The major focus here is flexibility of adaption of new technologies. The focus in implementing the new technologies in a proper way is to get the maximum benefit out of these technologies in terms of user experience and revenues v/s cost. SDS is one of them. We look for flexibility in defining the stage for our content, which should be flexible as well as accessible.
Please explain how your group benefits from using SDS?
We have adapted SDS along with our cloud strategy. Being early movers in adapting and taking advantage of SMAC stack, this is one of the components we have considered while designing cloud. Since this can be used as policy-based provisioning which helps us bifurcate the storage during designing for the setup for the entire group to respective LOBs.
What should be the points of consideration/strategy in an enterprise SDS adoption?

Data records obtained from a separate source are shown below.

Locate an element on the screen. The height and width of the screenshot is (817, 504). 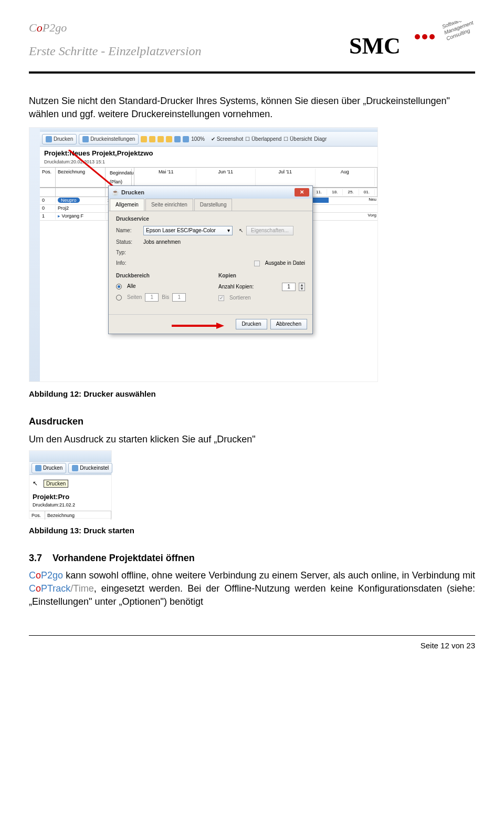
figure-caption-13: Abbildung 13: Druck starten is located at coordinates (252, 531).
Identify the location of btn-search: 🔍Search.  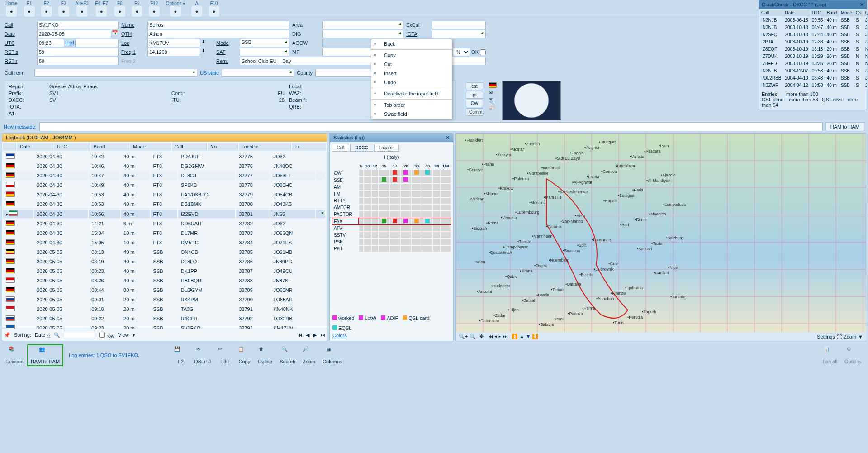
(288, 355).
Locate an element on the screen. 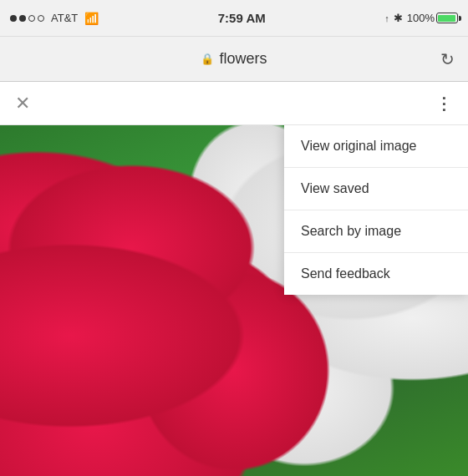  status-left: AT&T 📶 is located at coordinates (54, 18).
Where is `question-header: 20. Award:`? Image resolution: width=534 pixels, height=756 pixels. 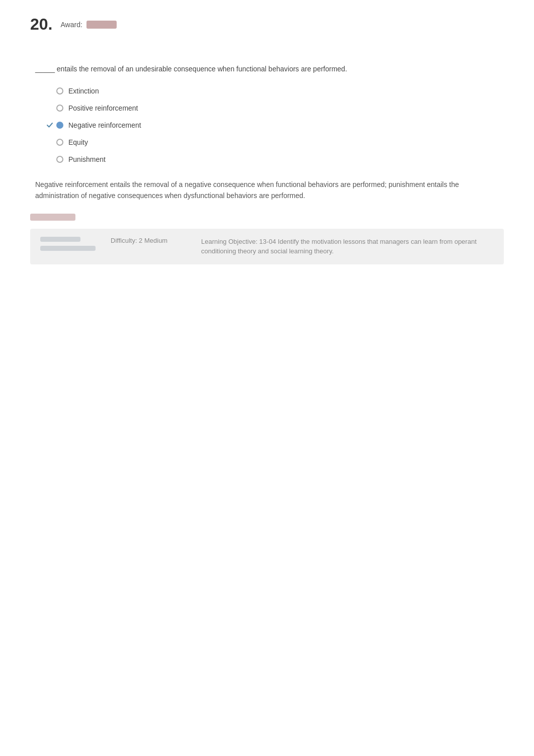
question-header: 20. Award: is located at coordinates (267, 24).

The core objective of SDS is to make it much easier to provision and use storage resources. Gone is the need to worry about physical LUN’s, world wide names or port addresses. In a virtualized storage infrastructure, aka software-defined storage architecture, that complexity is masked from users who require a storage volume resource that provides the capacity and performance attributes that are suited to the application workload they’re running.
Another argument for software-defined storage is that it enables the storage resource to be more agile. When a virtualized workload transitions from server host to server host (e.g vMotion), its connections to back-end storage should update automatically. That way, the consequences of rehosting workloads (for example, adjusting to different physical routes to storage) are made transparent to both applications and the workload. SDS might make management easier in the end, but implementation isn’t necessarily one-size-fits-all. Instead, storage pros need to consider whether it will be implemented via application programming interfaces or mount points, and whether they will run into any support issues with their hypervisor or hardware vendors. Determining these aspects of the architecture beforehand helps companies save money and improve performance so that their investment in software-defined storage will pay off.
What are the key trends on how software-defined storage impact the industry?
The industry has undergone seismic changes. From dwindling customer satisfaction to more exacting government oversight, the companies must adapt to a new reality. By focusing on customer personalization and centricity, compliance management, risk management, and big data analysis, organizations can reinvent their businesses and take advantage of new marketplace opportunities. Companies need the ability to use data in real-time to measure efficiency, analyze risk, and thwart fraud. Another trend is the integration across the entire IT infrastructure, providing a ‘single view of the truth’ so that the customers can be offered personal products and services, improving customer loyalty. For M&E, it is used to its benefits specially with more and more businesses moving towards cloud technologies.